Domus 1068 on newsstands, an issue dedicated to desires

The magazine’s May issue focuses on the imaginative capacity of architecture, with a focus on the work of Swiss studio Herzog & de Meuron. Browse the gallery to discover the contents of the magazine.

The May issue of Domus 1068 focuses on living. In his editorial, Guest Editor 2022 Jean Nouvel shows how architecture must analyze and question the world in order to make its mark and be considered art. “Architecture proves to be art when it can find a way to question and analyze the world in depth. Like nature, like endangered species”.

Next in the Essays, professor and former Domus Director Deyan Sudjic analyses the similarities between the worlds of mechanics and architecture, comparing the different realities on common goals of innovation and new solutions: from investments to the actual effectiveness of research. This is followed by a reflection by Haig Beck and Jackie Cooper on the work of Pritzker Prize winner Glenn Murcutt, perceived as authentically Australian, even though it is grafted onto the international modernist approach.

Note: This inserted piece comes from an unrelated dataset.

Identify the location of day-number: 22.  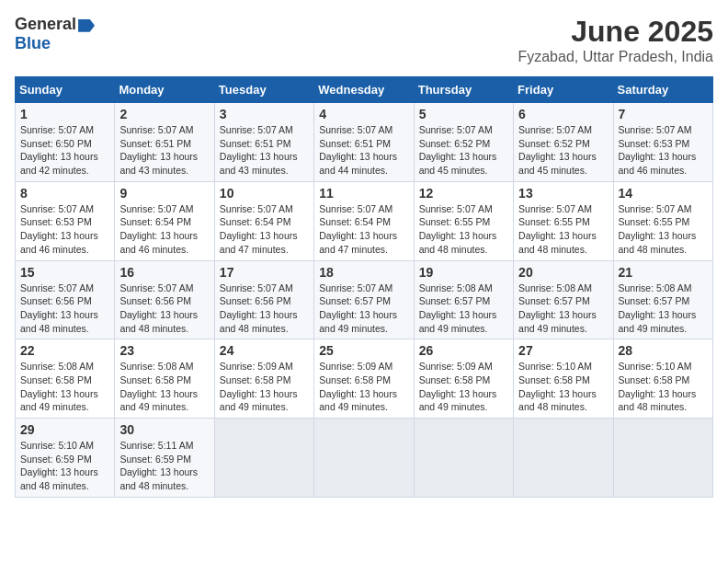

The first part of the Architecture section is devoted to the 56 Leonard Street residential tower by Swiss studio Herzog & de Meuron. Until now, the skyscraper in New York was a type of building reserved for offices and characterized by uniform facades, but the building with its slender shape reworks the idea of “houses in the sky” in a play on the balance between volumes. “Five years after its debut, 56 Leonard Street appears to be a relatively successful combination of extravagant urban fantasy and pragmatic machine à habiter” writes Ian Volner.

The section continues with architect Michael Maltzan’s Broad Beach Residence project, a private residence on Malibu beach, with a composition of volumes that maximizes ocean views. At the same time, its interiors are amplified by a series of murals by Sol LeWitt. Kiyoaki Takeda Architects, on the other hand, show a residential project in Tokyo conceived as an experiment in the coexistence of man and nature: an architecture that moves away from the idea of green as mere decoration, presenting itself instead as an infrastructure for the environment. Finally, a villa resting on the sharp Lebanese rocks by Karim Nader Studio, and a public infrastructure created in a former mining area by DnA_Design and Architecture.

Cover of Domus 1068. Herzog & de Meuron, 56 Leonard Street, New York City. Photo © Iwan Baan

The Art pages focus on Robert Wilson’s play Turandot, in which the elegant and the playful, the static and the agile alternate in the lights, sets and costumes instinctively attributed to a Japanese inspiration, but whose origin, albeit distant, could be traced back to Expressionism. For Design, Volkan Alkanoglu tells us about the pedestrian bridge commissioned by Fort Worth Public Art, while Marc Newson illustrates the Quobus modular bookcase, designed to contain other objects and then partially disappear. Finally, Shiro Kuramata explains the design of his “chalice of light”.

The issue closes with a final reflection by Emilio Ambasz, an Argentinian architect and designer. Ambasz describes architecture as a product of social imagination. “We need to create a more a-tectonic notion of architecture, in which architecture is conceived as an integral component of that human-generated nature that we are intentionally, but also unintentionally, creating,” he writes. “The task before us is to reconcile the nature we are relentlessly building with the organic nature we have been entrusted with.”

Illustrazione Roberta Ragona

This month’s Diary, pages dedicated to current affairs, is opened by the Points of view section, where Alison Brooks, head of Alison Brooks Architects, and Smith Mordak, director for Sustainability and Physics at Buro Happold, discuss the future of the building market and architecture’s strategies for achieving new models of development. Elena Sommariva talks about Pierre Charpin’s collections for Saint-Louis, which combine tradition and contemporary design. Antonio Armano talks to Pierluigi Lualdi about the family business: from its roots, encapsulated in the walnut pulpit of the church of San Nazario and Celso in Marcallo con Casone, to Welcome, the Philippe Starck door that integrates all the technological elements.

Walter Mariotti, Editorial Director of Domus, closes with a reflection on Giuseppe Tucci, an orientalist, explorer, lecturer and historian of religions. In 1933 he founded the Italian Institute for the Middle and Far East in Rome (IsMEO) with Giovanni Gentile.